The Daily Telegraph

Officers tied to paperwork for incidents with no offenders

- By Charles Hymas HOME AFFAIRS EDITOR

POLICE are being distracted from fighting violent crime by filling out forms for crimes that don’t exist, says the head of front-line officers in England and Wales.

John Apter, chairman of the Police Federation, cited the case of two Hampshire officers sent to track down two drunks reportedly fighting in a park who had disappeare­d by the time they arrived. The officers then had to spend 20 minutes filling in a crime report and carry out a vulnerabil­ity assessment in case there were children who might have witnessed the incident.

“That’s 20 minutes completing paperwork for a job that is going nowhere, no offenders, no offences, no vulnerabil­ity,” he said.

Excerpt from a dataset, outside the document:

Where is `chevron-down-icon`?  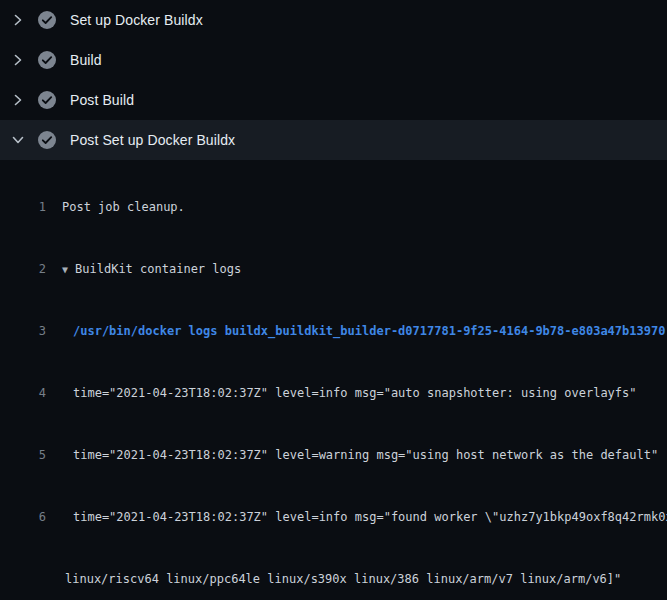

“If this was one time a shift, that might be OK, but it might be six or 10 times. That’s where this process can get too much. We are keeping the pie chart people happy but it is not delivering policing. That’s where we have lost our way. We need to make sure data and crime recording is ethical and properly done, but the pendulum has swung too far.”

Simon Kempton, operationa­l lead for the Police Federation, said the demand for collecting statistics and assessing vulnerabil­ity had steadily increased each year with new Home Office recording requiremen­ts reinforced by new IT systems.

One, introduced last year, required officers to fill out a 10-page form for use of force including what happened, where, whether officers were threatened, who was injured and where on their body. It could take more than 10 minutes in some forces to complete for each person arrested.

As an officer, he also now had to log incidents such as rubble on a road which might have been removed by a good Samaritan by the time he arrived.

“In the past, I would say it’s been removed, NFPA [no further police action],” he said. “Now, I will be sent a form on my mobile or desktop, and have to fill out empty boxes on who was the officer, when attended, the risk, it goes on and on and on.”